A big teacher wish
Richard A. O'Keefe
ok at cs.otago.ac.nz
Fri Nov 29 01:39:01 UTC 2002
Stephan Rudlof <sr at evolgo.de> wrote:
[stuff that had me purring]
For me even #instanceVariableNames: in *meta* classes (accessible in the
class pane of a browser) are a concept, which is easy to understand: each
instance of the corresponding meta class (the class with its subclasses) has
its own class instance variable (which is then accessible like a class var
in all of *its* instances). This concept highly corresponds to the concept
of instance vars of instances of ordinary classes.
What is difficult to understand here?
1. First, there is an interface issue. Setting class variable names is
done in the "instance" pane; setting class instance variable names is
done in the "class" pane. If you don't already know what these
things are, it is far from obvious that
FooBar class
instanceVariableNames: ''
is talking about a third kind of variable. It is common for students
to think that it is an alternative interface for setting
class variable names.
2. Second, to get your head around this, you have to be good at thinking
a particular way. Just for now I'll call it "algebraic" thinking.

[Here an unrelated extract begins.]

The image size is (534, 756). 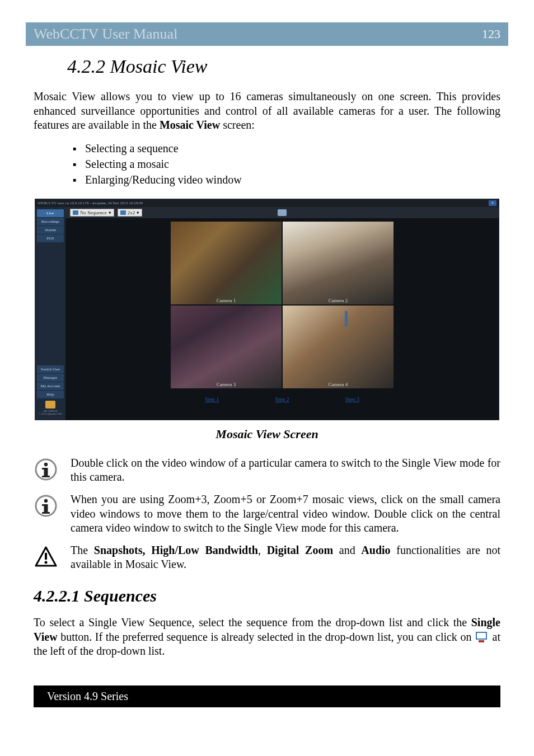 What do you see at coordinates (87, 696) in the screenshot?
I see `version-text: Version 4.9 Series` at bounding box center [87, 696].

You have to be able to say to yourself, "what if I take this literally?
What if I try to apply the 'instanceVariableNames' concept to the
'metaclass' concept? OH, these things are like instance variables
but they belong to instances of the metaclass instead of instances
of the class."
Many people, as this thread has painfully demonstrated, DON'T think
that way. They think in a "verbal analogy" way. They are happy
using the same word for variables and the values of variables.
They talk about excluding ideas, and think that just excluding words
is sufficient to do this. THIS IS NOT A MATTER OF BETTER OR WORSE
THINKING. Each kind of thinking is effective in its own sphere.
A really good criminal lawyer, for example, will need to be very good
at both kinds of thinking: "algebraic" thinking to understand
expert witnesses, "verbal" thinking to understand others and influence
the jury. People are generally pretty imprecise in what they say,
leaving it to their (intelligent) hearer to figure out what they
really mean. When you see transcripts of actual speech, it's
horrifying. We're so good at figuring out at what people MEAN that
we don't pay much attention to what they SAY, as a rule. So this
kind of thinking works WITH people. It's highly persuasive, and it's
highly effective for dealing with the strange things people say.
This kind of thinking DOESN'T work with technology. If you try to
tell an electric light bulb that 240 volts is pretty much the same
as 110 volts, it's all volts, just a few more of them, it isn't
going to be persuaded. If you use the same word for a video cassette
as for a video cassette recorder, that doesn't alter the fact that one
of them plugs into a wall socket and the other doesn't.
So the thing that is difficult to understand here is that the
Squeak interface is using *technical* language *precisely*
and you should take it *literally*.
It's very important, of course, that Squeak is not about preserving
the status quo. Squeak is a work in progress. Just because Squeak
currently uses certain terms and interfaces doesn't mean that _anyone_
thinks those are the best terms or interfaces. I for one am drooling
at the thought of having Traits, and to use them the way you declare a
class will _have_ to change somehow.
One possibility, for example, would be to construct class declarations
by drawing pictures. UML diagrams are one possibility, although UML
doesn't really fit Smalltalk all that well. Perhaps one could find
a ClassMorph, ask it to make a new subclass, edit the name, drop
TraitsMorphs onto it, I don't know what. Perhaps you would create
a VariableMorph with a name box and a description box and drop that
onto a ClassMorph. I don't know. Maybe Connectors can become a browser.